[The Old Man in the Corner by Baroness Orczy]@TWC D-Link bookThe Old Man in the Corner CHAPTER XXXV 8/15
In the course of his examination on behalf of his son, of the medical officer and one or two other witnesses, he had very ably tried to confuse them on the subject of the hour at which Mrs.Owen was last known to be alive. "He made a very great point of the fact that the usual morning's work was done throughout the house when the inmates arrived.
Was it conceivable, he argued, that a woman would do that kind of work overnight, especially as she was going to the theatre, and therefore would wish to dress in her smarter clothes? It certainly was a very nice point levelled against the prosecution, who promptly retorted: Just as conceivable as that a woman in those circumstances of life should, having done her work, undress beside an open window at nine o'clock in the morning with the snow beating into the room. "Now it seems that Mr.Greenhill senior could produce any amount of witnesses who could help to prove a conclusive _alibi_ on behalf of his son, if only some time subsequent to that fatal 2 a.m.the murdered woman had been seen alive by some chance passer-by. "However, he was an able man and an earnest one, and I fancy the magistrate felt some sympathy for his strenuous endeavours on his son's behalf.
He granted a week's adjournment, which seemed to satisfy Mr. Greenhill completely. "In the meanwhile the papers had talked of and almost exhausted the subject of the mystery in Percy Street.
There had been, as you no doubt know from personal experience, innumerable arguments on the puzzling alternatives:-- "Accident? "Suicide? "Murder? "A week went by, and then the case against young Greenhill was resumed. Of course the court was crowded.
It needed no great penetration to remark at once that the prisoner looked more hopeful, and his father quite elated. "Again a great deal of minor evidence was taken, and then came the turn of the defence.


ACTION ITEM » Write out the data again exactly, skipping every picture.

MATERIALS PROVIDED »
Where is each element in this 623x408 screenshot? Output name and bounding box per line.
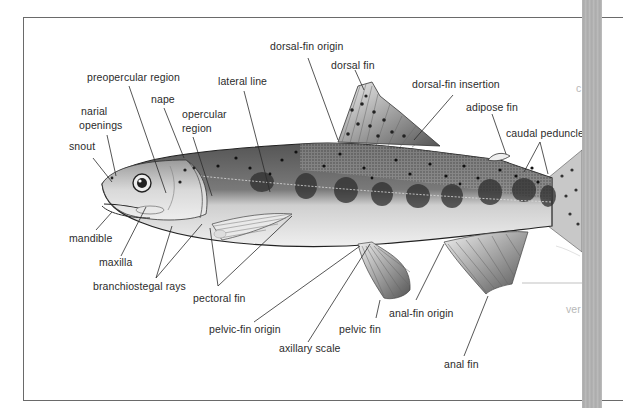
label-preopercular-region: preopercular region: [87, 71, 180, 84]
label-pelvic-fin-origin: pelvic-fin origin: [209, 323, 281, 336]
label-anal-fin-origin: anal-fin origin: [389, 307, 454, 320]
label-branchiostegal-rays: branchiostegal rays: [93, 280, 186, 293]
label-cutoff-bottom: ver: [566, 303, 581, 316]
label-dorsal-fin-insertion: dorsal-fin insertion: [412, 78, 500, 91]
dorsal-fin-shape: [338, 82, 440, 147]
label-dorsal-fin-origin: dorsal-fin origin: [270, 40, 343, 53]
label-maxilla: maxilla: [99, 256, 132, 269]
label-caudal-peduncle: caudal peduncle: [506, 127, 584, 140]
label-lateral-line: lateral line: [218, 75, 267, 88]
label-anal-fin: anal fin: [444, 358, 479, 371]
anal-fin-shape: [444, 232, 528, 294]
adipose-fin-shape: [488, 153, 510, 160]
label-mandible: mandible: [69, 232, 112, 245]
label-dorsal-fin: dorsal fin: [331, 59, 375, 72]
label-opercular-region-line2: region: [182, 122, 212, 135]
label-narial-openings-line1: narial: [81, 105, 107, 118]
label-axillary-scale: axillary scale: [279, 342, 341, 355]
label-cutoff-top: c: [576, 82, 581, 95]
label-pelvic-fin: pelvic fin: [339, 323, 381, 336]
label-narial-openings-line2: openings: [79, 119, 122, 132]
page-gutter: [582, 0, 602, 408]
label-nape: nape: [151, 93, 175, 106]
label-adipose-fin: adipose fin: [466, 101, 518, 114]
label-pectoral-fin: pectoral fin: [193, 292, 246, 305]
label-opercular-region-line1: opercular: [182, 108, 227, 121]
label-snout: snout: [69, 140, 95, 153]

SOLVED PROBLEM »
Where is each element in this 623x408 screenshot? Output name and bounding box per line.
label-preopercular-region: preopercular region: [87, 71, 180, 84]
label-pelvic-fin-origin: pelvic-fin origin: [209, 323, 281, 336]
label-anal-fin-origin: anal-fin origin: [389, 307, 454, 320]
label-branchiostegal-rays: branchiostegal rays: [93, 280, 186, 293]
label-cutoff-bottom: ver: [566, 303, 581, 316]
label-dorsal-fin-insertion: dorsal-fin insertion: [412, 78, 500, 91]
dorsal-fin-shape: [338, 82, 440, 147]
label-dorsal-fin-origin: dorsal-fin origin: [270, 40, 343, 53]
label-maxilla: maxilla: [99, 256, 132, 269]
label-caudal-peduncle: caudal peduncle: [506, 127, 584, 140]
label-lateral-line: lateral line: [218, 75, 267, 88]
label-anal-fin: anal fin: [444, 358, 479, 371]
anal-fin-shape: [444, 232, 528, 294]
adipose-fin-shape: [488, 153, 510, 160]
label-mandible: mandible: [69, 232, 112, 245]
label-dorsal-fin: dorsal fin: [331, 59, 375, 72]
label-opercular-region-line2: region: [182, 122, 212, 135]
label-narial-openings-line1: narial: [81, 105, 107, 118]
label-axillary-scale: axillary scale: [279, 342, 341, 355]
label-cutoff-top: c: [576, 82, 581, 95]
label-pelvic-fin: pelvic fin: [339, 323, 381, 336]
label-narial-openings-line2: openings: [79, 119, 122, 132]
page-gutter: [582, 0, 602, 408]
label-nape: nape: [151, 93, 175, 106]
label-adipose-fin: adipose fin: [466, 101, 518, 114]
label-pectoral-fin: pectoral fin: [193, 292, 246, 305]
label-opercular-region-line1: opercular: [182, 108, 227, 121]
label-snout: snout: [69, 140, 95, 153]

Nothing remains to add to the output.